Summary: From irishtimes.com, Frank Buckley turned to artwork to spark conversations about the euro crisis. Mr Buckley first created mixed-media art using decommissioned banknotes and then made an entire house in which to showcase his work. The house contains a living room, bedroom and bathroom all constructed from bricks of shredded banknotes.
FRANK: Dec. 1, 2011 is when I started it. I suppose we’re one month into it now and 12 hours a day every day and no Christmas. I went in and basically I signed a lot of papers and they give me a lot of them. You need licenses to transfer it over to you, because it’s money, it’s cash. So they supported me and they said yeah.
So I went over to the mint and I collected two trailers full of shredded notes, 1.4 billion Euro. Well now the way to calculate it would be these bricks here. They’re six inches by two inches. So these bricks here are 48, 50 thousand, equivalent of notes used in them. So you calculate it as 800 bricks on the front, there’s the shredded would be 200 inside. So calculating that and how many bricks I have.
Well it was true, a friend of mine actually … God rest his soul … he committed suicide based on the bubble bursting, you know. With his business and things like that, he just took it really bad and he decided to end it. That really upset me.
I had my own difficulties with revenue. I mean, it’s buttons though, compared to people we know that have billions and that, but they went and got really heavy with me. They came after me, and they were looking for my car, and my furniture, and they really terrorized the family you know. I just thought wow, for six thousand euro, it was unbelievable.
So I’m sitting in my studio, I’m sitting and have my feet on a box with four million euro of shredded notes, and I just thought, God, this is just paper! There’s people committing suicide, there’s people … you know, just the craziness of it. The whole thing, and I felt … there was no debate, there was nothing going on, and he didn’t have a say. You know, ordinary people just don’t have a say and people like that are getting very frustrated. So I just felt there needs to be a debate on this. There needs to be kids, and schools need to come down and see and get talking about it. Get people in to give talks and things like that. To really kind of get the debate going.
What else does it mean? What does currency mean? What is it? You know currency can’t be the hold on everything. It can’t be. It’s taking people’s lives, it’s ruining people. People are very nervous, they won’t even talk about it today.
It all started off sort of doing a fund-raiser at the exhibition. I have treatment center for drug abuse in Thailand. I built a five-bedroom. I’m not a builder, I don’t build, but I built it with pallets actually, and a monk out in Thailand in a monastery gave me his mother’s house to have the center in. So I built it, and the whole idea was to try and sell a bit of art.
People there are on the margins. They’re kind of like on the streets and methadone, [coke 00:03:00] whatever and they can’t get treatment. I have been to all the treatment centers and have worked for them. Get them over and get them … it’s a detox center in the monastery, and then I have an aftercare facility. So all the stuff that I’m doing was centered around getting for [inaudible 00:03:13] to get that together. So I need paintings or anything that I sell is contributing towards getting people over there and getting that set up and going.
I’ve always known I was quite creative. I wasn’t aware how creative I could be. I obviously didn’t know I could build anything. So I suppose it’s kind of given me a new lease, in the sense that I’ll try anything, you know. Around here … it’s therapy.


Select every line containing the word "direction" from the material, and copy those lines.

---------- Supplied material ----------

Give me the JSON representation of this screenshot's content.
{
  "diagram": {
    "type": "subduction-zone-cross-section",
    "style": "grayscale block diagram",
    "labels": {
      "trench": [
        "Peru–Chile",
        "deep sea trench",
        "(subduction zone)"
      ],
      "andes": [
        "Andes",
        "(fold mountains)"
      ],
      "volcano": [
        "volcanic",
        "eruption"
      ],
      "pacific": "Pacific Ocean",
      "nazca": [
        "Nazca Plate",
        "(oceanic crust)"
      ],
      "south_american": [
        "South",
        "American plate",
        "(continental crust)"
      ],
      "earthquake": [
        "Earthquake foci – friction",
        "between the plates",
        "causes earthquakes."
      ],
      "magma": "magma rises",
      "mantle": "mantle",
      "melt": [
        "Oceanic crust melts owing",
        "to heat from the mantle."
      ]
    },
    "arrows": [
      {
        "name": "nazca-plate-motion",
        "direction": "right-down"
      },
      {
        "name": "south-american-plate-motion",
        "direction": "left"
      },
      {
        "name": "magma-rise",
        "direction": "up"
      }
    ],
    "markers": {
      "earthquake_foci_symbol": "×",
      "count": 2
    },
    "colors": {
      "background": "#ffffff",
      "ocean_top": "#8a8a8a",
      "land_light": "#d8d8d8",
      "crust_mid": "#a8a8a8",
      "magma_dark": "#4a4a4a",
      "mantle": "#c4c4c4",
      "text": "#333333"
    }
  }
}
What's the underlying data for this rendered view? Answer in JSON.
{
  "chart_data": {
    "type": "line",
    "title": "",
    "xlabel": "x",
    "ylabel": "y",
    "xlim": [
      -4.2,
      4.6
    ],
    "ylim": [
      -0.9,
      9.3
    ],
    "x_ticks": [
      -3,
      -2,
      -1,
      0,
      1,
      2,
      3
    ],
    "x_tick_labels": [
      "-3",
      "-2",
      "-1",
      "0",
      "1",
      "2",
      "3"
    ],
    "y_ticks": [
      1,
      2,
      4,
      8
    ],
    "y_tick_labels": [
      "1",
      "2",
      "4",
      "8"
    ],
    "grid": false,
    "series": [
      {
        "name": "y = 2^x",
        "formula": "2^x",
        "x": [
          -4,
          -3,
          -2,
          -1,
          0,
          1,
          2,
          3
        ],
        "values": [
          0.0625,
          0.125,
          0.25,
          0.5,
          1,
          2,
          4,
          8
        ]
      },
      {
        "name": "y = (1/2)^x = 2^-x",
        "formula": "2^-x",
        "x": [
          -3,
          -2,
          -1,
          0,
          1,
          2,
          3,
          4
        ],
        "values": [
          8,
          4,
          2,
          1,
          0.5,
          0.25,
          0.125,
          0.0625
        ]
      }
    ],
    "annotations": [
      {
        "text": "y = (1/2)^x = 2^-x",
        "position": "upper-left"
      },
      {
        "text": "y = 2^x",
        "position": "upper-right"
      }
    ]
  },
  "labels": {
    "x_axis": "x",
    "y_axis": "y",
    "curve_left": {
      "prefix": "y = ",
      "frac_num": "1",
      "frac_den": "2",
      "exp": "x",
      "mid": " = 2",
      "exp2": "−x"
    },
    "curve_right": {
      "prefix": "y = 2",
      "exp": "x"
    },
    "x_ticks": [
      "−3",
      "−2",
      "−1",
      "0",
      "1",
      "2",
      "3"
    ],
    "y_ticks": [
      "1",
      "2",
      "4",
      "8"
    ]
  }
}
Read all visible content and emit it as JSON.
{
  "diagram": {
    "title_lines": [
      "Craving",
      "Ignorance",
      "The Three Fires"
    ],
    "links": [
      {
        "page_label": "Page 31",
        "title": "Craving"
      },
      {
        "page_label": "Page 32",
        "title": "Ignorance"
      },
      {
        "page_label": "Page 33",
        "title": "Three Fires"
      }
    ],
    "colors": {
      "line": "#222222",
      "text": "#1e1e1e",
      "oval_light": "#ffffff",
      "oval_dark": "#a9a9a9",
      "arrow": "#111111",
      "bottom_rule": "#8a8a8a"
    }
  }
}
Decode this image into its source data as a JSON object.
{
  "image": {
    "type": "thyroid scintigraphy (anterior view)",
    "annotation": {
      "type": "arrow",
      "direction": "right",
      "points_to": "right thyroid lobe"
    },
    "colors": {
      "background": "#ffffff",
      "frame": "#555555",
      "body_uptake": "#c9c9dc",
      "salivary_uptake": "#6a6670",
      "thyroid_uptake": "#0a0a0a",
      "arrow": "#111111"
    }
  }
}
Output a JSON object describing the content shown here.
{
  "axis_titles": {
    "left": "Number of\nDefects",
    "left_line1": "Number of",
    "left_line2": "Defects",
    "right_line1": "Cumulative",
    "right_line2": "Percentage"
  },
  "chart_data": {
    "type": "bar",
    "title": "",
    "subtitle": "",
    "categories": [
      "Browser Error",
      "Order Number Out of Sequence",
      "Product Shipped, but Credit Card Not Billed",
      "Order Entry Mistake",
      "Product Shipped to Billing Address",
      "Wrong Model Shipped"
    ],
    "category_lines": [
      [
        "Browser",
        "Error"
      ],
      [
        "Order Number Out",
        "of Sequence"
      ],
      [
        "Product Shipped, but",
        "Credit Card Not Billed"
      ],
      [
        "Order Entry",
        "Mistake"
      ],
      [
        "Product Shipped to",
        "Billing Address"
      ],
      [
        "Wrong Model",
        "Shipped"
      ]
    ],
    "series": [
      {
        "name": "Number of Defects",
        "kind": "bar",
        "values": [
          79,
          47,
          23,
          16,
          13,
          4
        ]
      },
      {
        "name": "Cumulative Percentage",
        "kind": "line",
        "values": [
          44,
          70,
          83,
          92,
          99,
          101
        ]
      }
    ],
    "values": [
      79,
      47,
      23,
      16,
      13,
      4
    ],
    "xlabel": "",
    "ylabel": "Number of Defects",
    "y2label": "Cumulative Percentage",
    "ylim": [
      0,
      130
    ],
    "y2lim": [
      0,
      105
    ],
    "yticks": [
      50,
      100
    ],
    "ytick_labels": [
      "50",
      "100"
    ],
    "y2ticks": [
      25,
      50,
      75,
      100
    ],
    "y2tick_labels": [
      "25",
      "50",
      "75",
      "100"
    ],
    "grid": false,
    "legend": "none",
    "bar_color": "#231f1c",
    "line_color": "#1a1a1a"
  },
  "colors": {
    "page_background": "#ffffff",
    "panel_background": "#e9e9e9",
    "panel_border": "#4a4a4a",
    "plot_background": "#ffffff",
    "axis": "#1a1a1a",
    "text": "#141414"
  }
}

----------

> Answer for this exercise
        "direction": "right-down"
        "direction": "left"
        "direction": "up"
      "direction": "right",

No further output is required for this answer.